2. At step 8, we have the "relight demo". Note the last sentence, the one in parentheses: "for an actual deorbit burn, the ship would need to yaw 180º first".
So there is no deorbit burn in the flight plan. The relight demo was just supposed to show that they could relight, and thus hopefully could do a deorbit burn. Note also that the ship deorbited despite the fact that there was no relight demo (never mind no deorbit burn).
Orbital velocity = orbital speed + orbital trajectory. Velocity is a vector. Orbital velocity + orbital altitude means orbit. That is, unless you think that everyone at SpaceX misspoke and they were only aiming for orbital speed (which they did not achieve with IFT3), and just wanted that speed in any direction.
Sounds like the plan to de-orbit was then to just go belly forward and let drag take you out of orbit. That is pretty much how every object in LEO de-orbits.
The trajectory of the actual flight was suborbital, but the planned trajectory of the flight involved burning all the way to orbital insertion (hence the "orbital velocity" being on the flight plan). Once again, velocity is a vector, and "orbital velocity" means "a heading and speed suitable for orbit."

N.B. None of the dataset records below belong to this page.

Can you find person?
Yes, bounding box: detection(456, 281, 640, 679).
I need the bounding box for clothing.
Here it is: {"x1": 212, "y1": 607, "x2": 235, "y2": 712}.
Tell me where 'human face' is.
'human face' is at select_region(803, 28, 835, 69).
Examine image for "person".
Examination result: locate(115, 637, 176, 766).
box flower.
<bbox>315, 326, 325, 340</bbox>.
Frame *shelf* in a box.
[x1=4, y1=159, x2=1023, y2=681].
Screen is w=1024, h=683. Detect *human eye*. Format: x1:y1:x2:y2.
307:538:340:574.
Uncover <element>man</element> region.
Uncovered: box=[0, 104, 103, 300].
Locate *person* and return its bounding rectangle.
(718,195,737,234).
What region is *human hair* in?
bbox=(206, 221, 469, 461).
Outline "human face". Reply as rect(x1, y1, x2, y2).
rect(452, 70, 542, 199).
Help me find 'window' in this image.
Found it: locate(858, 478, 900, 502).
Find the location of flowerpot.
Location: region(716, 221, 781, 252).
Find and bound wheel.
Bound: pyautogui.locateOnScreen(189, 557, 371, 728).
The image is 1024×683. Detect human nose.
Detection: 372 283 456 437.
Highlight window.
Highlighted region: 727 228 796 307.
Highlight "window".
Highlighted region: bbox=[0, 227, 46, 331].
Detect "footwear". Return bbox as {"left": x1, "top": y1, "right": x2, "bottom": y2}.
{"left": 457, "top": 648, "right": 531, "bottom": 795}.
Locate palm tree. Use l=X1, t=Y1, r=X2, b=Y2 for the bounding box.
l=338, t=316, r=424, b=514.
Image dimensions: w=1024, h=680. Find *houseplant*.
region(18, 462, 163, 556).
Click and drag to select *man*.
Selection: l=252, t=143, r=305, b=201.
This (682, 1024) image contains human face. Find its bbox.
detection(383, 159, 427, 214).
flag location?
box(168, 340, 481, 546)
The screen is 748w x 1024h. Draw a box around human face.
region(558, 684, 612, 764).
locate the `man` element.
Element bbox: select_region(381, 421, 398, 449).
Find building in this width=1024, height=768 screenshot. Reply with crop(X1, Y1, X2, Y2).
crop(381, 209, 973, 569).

By the way, I agree that they never intended to complete an orbit, just that they intended to get into (and promptly out of) an orbit. IFT4 did that, for example.
After IFT3 failed to achieve orbital insertion (probably because a leak caused it to run out early), SpaceX announced that not only was the plan to not get to an orbit, but also that they had achieved orbital velocity. They claimed both things!
Both of those claims seem to be lies, and it is also logically inconsistent to claim that you never wanted to reach orbital velocity and also that you got there.
You are overlooking the easier explanation: they used "velocity" in the more colloquial sense meaning speed, not in the vector sense. Suddenly everything is logically consistent.
And everything matches what they said, what they filled with FAA prior to the fight, etc.
> Read the IFT-3 pre-flight materials
I did.
> They clearly intended to enter an orbital trajectory and then get out of it
Nope, they very clearly did not.
Even the graphic you linked to earlier shows this very clearly.
https://blogger.googleusercontent.com/img/b/R29vZ2xl/AVvXsEi...
1. At step 4 for Starship, they write "Once S28 has reached orbital velocity..." Not trajectory. Not orbit.
2. At step 8, we have the "relight demo". Note the last sentence, the one in parentheses: "for an actual deorbit burn, the ship would need to yaw 180º first".
So there is no deorbit burn in the flight plan. The relight demo was just supposed to show that they could relight, and thus hopefully could do a deorbit burn. Note also that the ship deorbited despite the fact that there was no relight demo (never mind no deorbit burn).